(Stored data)
== == ==

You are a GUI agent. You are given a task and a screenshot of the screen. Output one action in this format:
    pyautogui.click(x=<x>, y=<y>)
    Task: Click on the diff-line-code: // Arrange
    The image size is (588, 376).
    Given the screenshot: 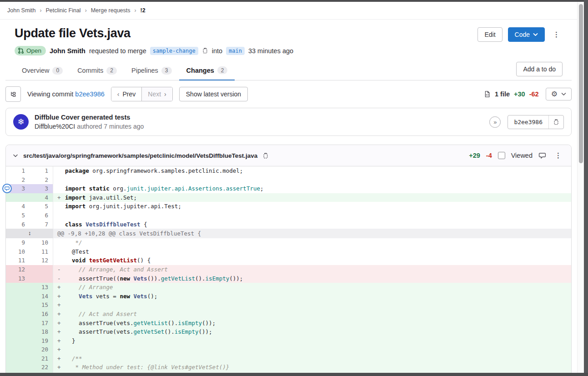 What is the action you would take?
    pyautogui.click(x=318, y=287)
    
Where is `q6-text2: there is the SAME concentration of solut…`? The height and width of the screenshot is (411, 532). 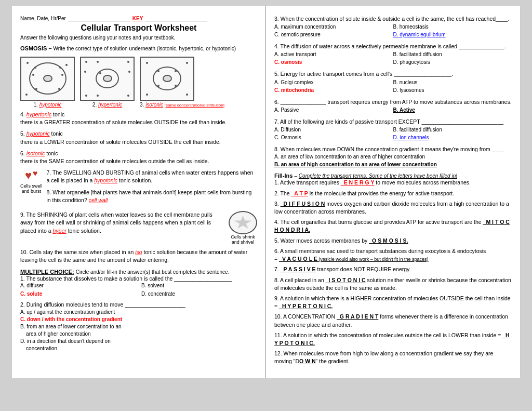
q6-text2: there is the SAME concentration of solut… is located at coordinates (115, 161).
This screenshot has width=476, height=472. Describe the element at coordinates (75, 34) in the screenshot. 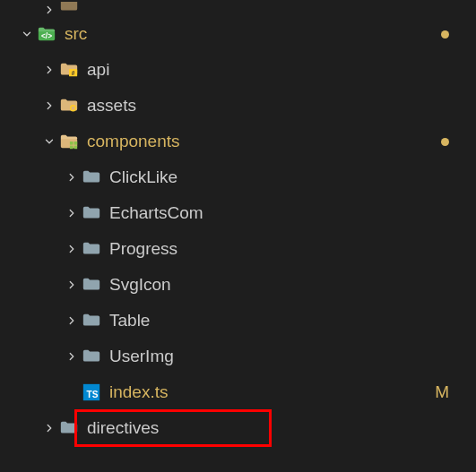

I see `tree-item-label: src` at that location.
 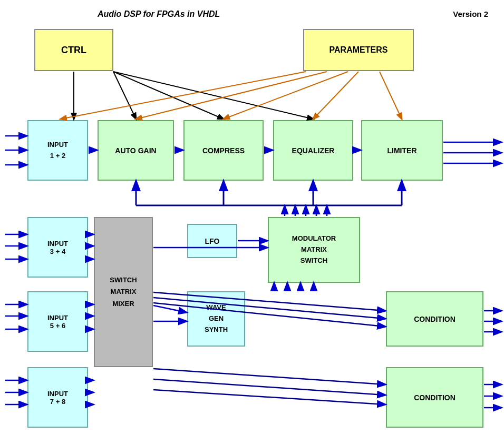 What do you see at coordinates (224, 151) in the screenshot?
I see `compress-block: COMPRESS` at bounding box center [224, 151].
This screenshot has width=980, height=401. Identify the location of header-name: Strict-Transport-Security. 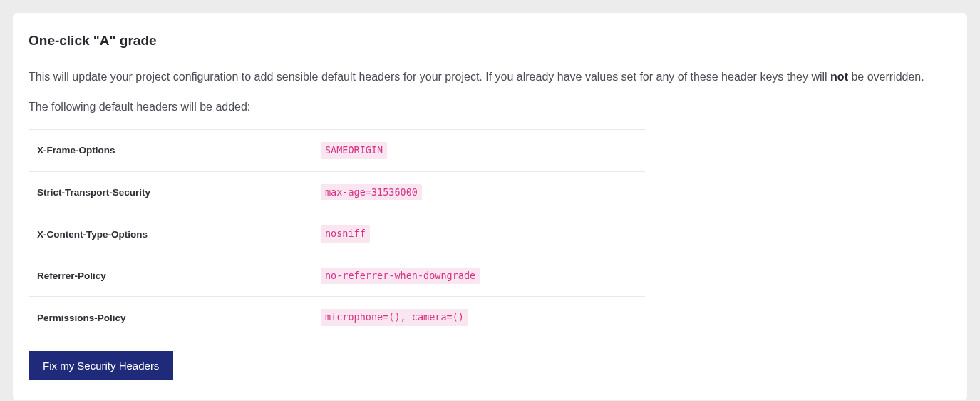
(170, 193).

== == ==

● **WHAT IS NEEDED**
Only the lines from the one containing "is (411, 532)." through the end of the records are wanted, set down exactly and without their pictures.

● **RESULT BELOW**
Where is `q6-text2: there is the SAME concentration of solut…`? The height and width of the screenshot is (411, 532). 
q6-text2: there is the SAME concentration of solut… is located at coordinates (115, 161).
This screenshot has width=476, height=472. Describe the element at coordinates (75, 34) in the screenshot. 

I see `tree-item-label: src` at that location.
  What do you see at coordinates (224, 151) in the screenshot?
I see `compress-block: COMPRESS` at bounding box center [224, 151].
This screenshot has width=980, height=401. Identify the location of header-name: Strict-Transport-Security. 
(170, 193).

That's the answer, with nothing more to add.